Beaten Without Cause


Deogratias shows his big Burundi smile, thankful that his wounds have healed!

Dear Friends,

Deogratias is a young man living on the streets of Bujumbura, Burundi, in East Africa. He and two of his friends dedicated their lives to Christ and began discipleship training with Heaven’s Family partner Bienvenu Bizimana. One Saturday night Deogratias and the other disciples were caught by the police, beaten, and thrown into jail.


Deogratias was beaten on the head and needed many stitches to mend his right ear. He also received blunt force injuries to his head and torso

Bienvenu heard about what happened the next morning and hurried to the police station. He was told that the men were imprisoned for sleeping in the street, which was prohibited and punishable by the law. The police also said they suspected them to be troublemakers.

Bienvenu explained that he was their pastor, and showed the police photos of their baptisms in an attempt to prove that they were disciples of Christ, not the troublemakers they believed them to be.

The police then allowed Bienvenu to see Deogratias. Because he was terribly beaten and bleeding, they permitted Bienvenu to take him to the hospital. The other men had to stay in jail and would not be released until they provided government identification, which they did not have the money to purchase.

At the hospital, Deogratias received badly needed medical treatment. Heaven’s Family’s Critical Medical Needs Fund paid for his treatment, and we prayed for him as he healed.

The next day Heaven’s Family purchased the government IDs for the three men, and today they continue their discipleship training and witnessing for Christ in Burundi.


Deogratias and friends are so happy that they have their own IDs

Your donation to the Critical Medical Needs Fund made a huge difference in the lives of these brothers in Christ. Deogratias and his friends are very grateful for loving them enough to help.

“Whatsoever you do to the least of the brethren…I was sick and you looked after Me, I was in prison and you came to Me” (Matt. 25:38).

In His service with you,

Patti Samuels
Director, Critical Medical Needs Fund

Dear Friends,

We have just received this update from Intercessors Network:

Burmese soldiers are systematically using forced labor, torture and rape to persecute majority-Christian residents of Chin state in western Burma, according to a report released today. Entitled, “Life Under the Junta: Evidence of Crimes Against Humanity in Burma’s Chin State,” the report by Physicians for Human Rights documented “extraordinary levels of state violence” against the Chin ethnic population.

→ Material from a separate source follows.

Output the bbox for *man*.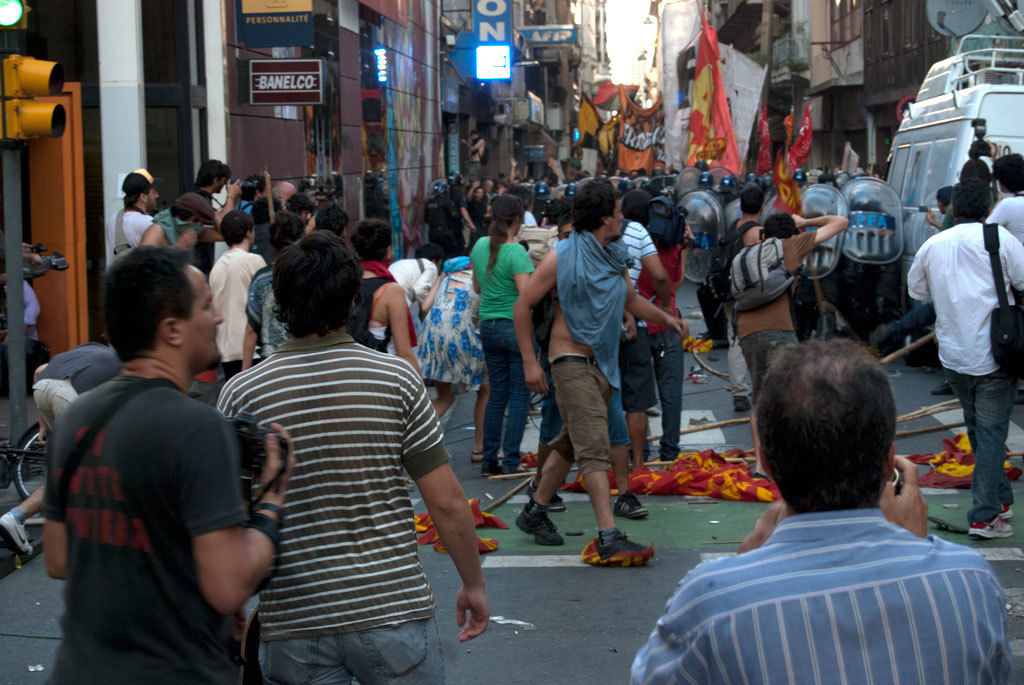
bbox=[939, 159, 1000, 227].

The Chin are estimated to be 90 percent Christian, and the study indicates that it is therefore difficult to separate religious attacks from ethnic and other human rights abuses. Persecution of Christians is reportedly part of a wider campaign by the Burmese junta to create a uniform society in which the only accepted religion is Buddhism, according to a 2007 government memo circulated in Karen state giving instructions on how to drive Christians out of the state.

Respondents specifically targeted for their Christian faith and ethnicity said soldiers had threatened them with the destruction of their homes or villages and threatened to harm or kill family members. A total of 71 households from 13 of 90 villages and towns surveyed also said government authorities had destroyed their local church buildings.

The most brutal attacks included the forced conscription, abduction or murder of children under the age of 15, and the rape of men, women and children. Burmese soldiers were responsible for 94.2 percent of all specifically ethnic and religious incidents in the survey.

When asked why the Burmese army acted as it did, 15 percent of respondents answered, “Because we are Christians.” Another 23 percent replied, “To persecute us,” and a further 23 percent said, “Because we are Chin.”

Heaven’s Family is involved in many areas of ministry assistance in Chin State: food distribution during famine times, national missionary support, village development and safe water funding. When the government demolished one of the orphanages we support, we funded its reconstruction. Now we ask that you join us in continued prayer to see how the Lord would lead us in further ways to aid our Chin brothers and sisters who are being so severely persecuted.